Like Alex, I’m excited for what seems to be a true shop-apprentice approach to learning this whole list of skills, methods, and programs. Before I came to UVa I held a few jobs with a company that hired people based on general knowledge and potential rather than specific technical know-how, and I learned to use new technological tools as my responsibility increased with each position. While I assume we’re accepted to graduate school not for our current knowledge but for our potential to do great work later on, the generally ability v. specific skills parallel doesn’t quite work for a field in which the product is criticism, scholarly writing, or humanistic knowledge (whatever that is). But DH refigures or even expands the endpoints of humanistic inquiry and allows for different forms of education and training along the way. Somebody decided I have the potential for insightful literary analysis, and I’m glad the kind folks in the SLab have decided there’s hope for me to add some technical and managerial tools to my professional toolkit. But it’s also quite new and difficult to have to draft a charter for a project I know almost nothing about so far. How much will the knowledge and skills we gain through the Praxis Program’s weekly workshops change our ideas about  self-governance and credit?

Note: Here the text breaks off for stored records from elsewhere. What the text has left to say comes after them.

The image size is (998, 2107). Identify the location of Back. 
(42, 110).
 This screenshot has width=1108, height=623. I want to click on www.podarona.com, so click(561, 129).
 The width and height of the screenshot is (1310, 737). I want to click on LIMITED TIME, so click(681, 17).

Like Edward, I’m interested in and concerned about interdisciplinarity. One of the model charters we examined suggests an interdisciplinarity that is necessarily collaborative, with participants both “thinking across boundaries” and “communicating with people unlike [ourselves].” I’m much more used to the former but am definitely looking forward to the latter, and to working with people from the same disciplinary background as me (literature) who are now working in “non-traditional” positions. To make this work, I hope we can take the advice of the charter linked above and “map the relevant conceptual territory” early on in order to de- and re-territorialize not only our disciplinary backgrounds but also our individual theories, methodologies, and working idiosyncrasies. (Mine seem to include a tendency toward spatial thinking and obnoxious theory references. Sorry, team.)

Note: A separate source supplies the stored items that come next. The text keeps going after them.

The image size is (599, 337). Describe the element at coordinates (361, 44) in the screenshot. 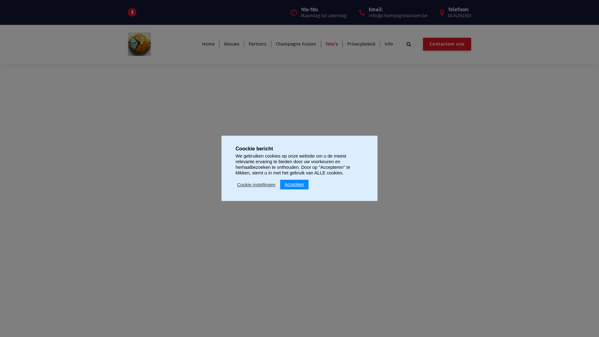

I see `Privacybeleid` at that location.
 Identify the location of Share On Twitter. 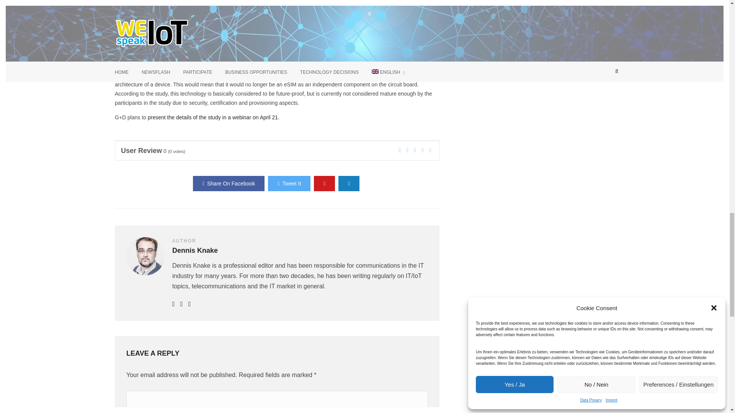
(289, 184).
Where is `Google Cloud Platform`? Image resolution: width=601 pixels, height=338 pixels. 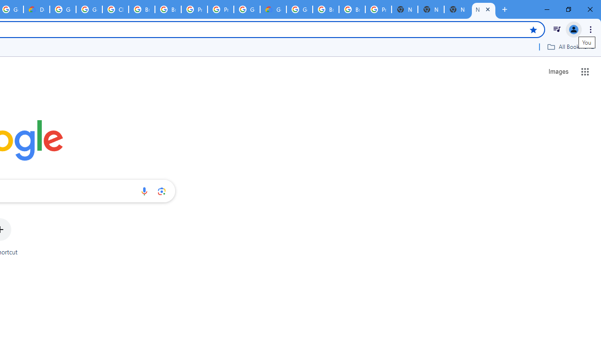
Google Cloud Platform is located at coordinates (247, 9).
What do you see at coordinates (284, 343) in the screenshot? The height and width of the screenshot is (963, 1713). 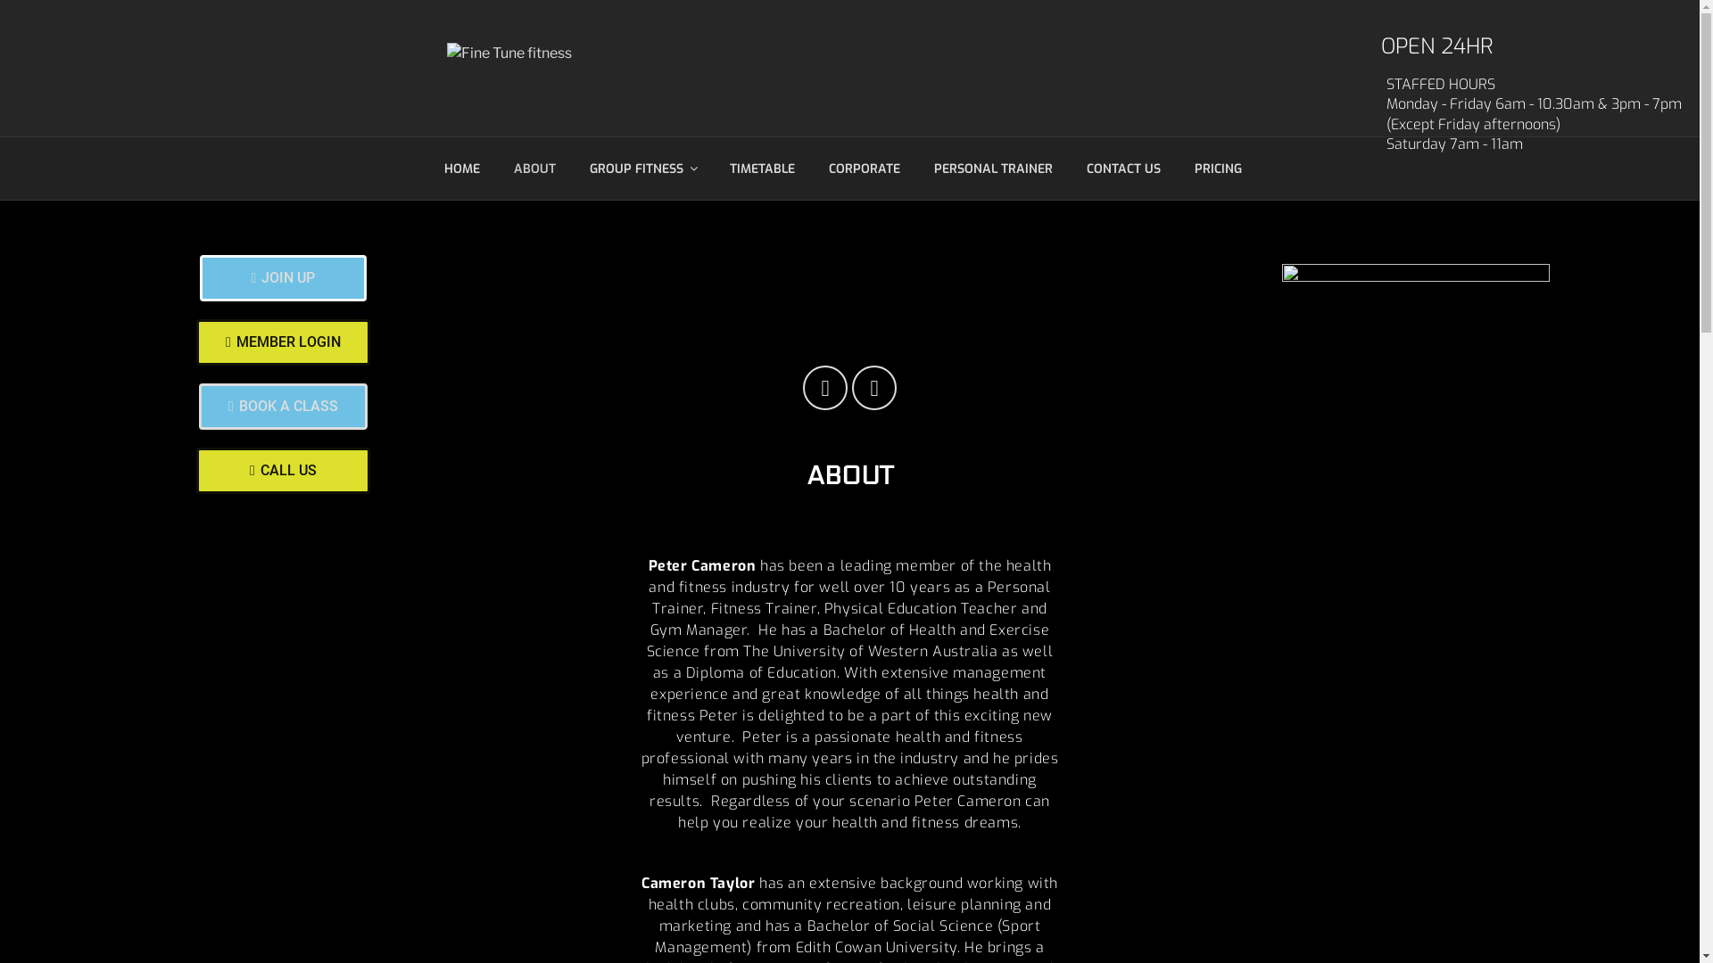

Like Sarah, I hope for professional dignity and transparency at all steps in the process. We’re lucky to have our core group all here in Charlottesville, but Sarah is right to point out that our working group doesn’t end there. Since we’re going to be working on crowdsourcing interpretation and since Brooke emphasizes “accounting for the process,” I wonder if we might invite blog readers to help us with our charter as we draft it over the next few weeks. Some crowdsourced input and interpretation by experts and amateurs near and far might keep us apprised of issues we’re overlooking, mishandling, or failing to anticipate.

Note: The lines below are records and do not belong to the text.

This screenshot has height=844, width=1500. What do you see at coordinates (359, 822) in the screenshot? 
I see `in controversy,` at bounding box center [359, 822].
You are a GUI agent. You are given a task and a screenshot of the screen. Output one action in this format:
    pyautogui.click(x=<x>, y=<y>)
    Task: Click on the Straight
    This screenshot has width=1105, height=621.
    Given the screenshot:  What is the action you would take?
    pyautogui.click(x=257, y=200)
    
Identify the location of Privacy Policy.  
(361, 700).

I admire Annie for looking forward to sharing work and sharing credit. I can already see that she’ll be great at keeping details straight and bringing us down from abstractions and What Ifs. I too hope we can share credit equally, and taking leadership on individual components, whether technical or managerial, seems like the right idea. I’m still hesitant to say much more about how this will all work without talking more about what the particular goals of this project will be. I’m all for various forms of publication and the release of open-source software, but I’d like to talk more about what that software is going to do before we get too far into this charter. This requires even more looking ahead to unknown outcomes than the dissertation prospectus I’m struggling with right now!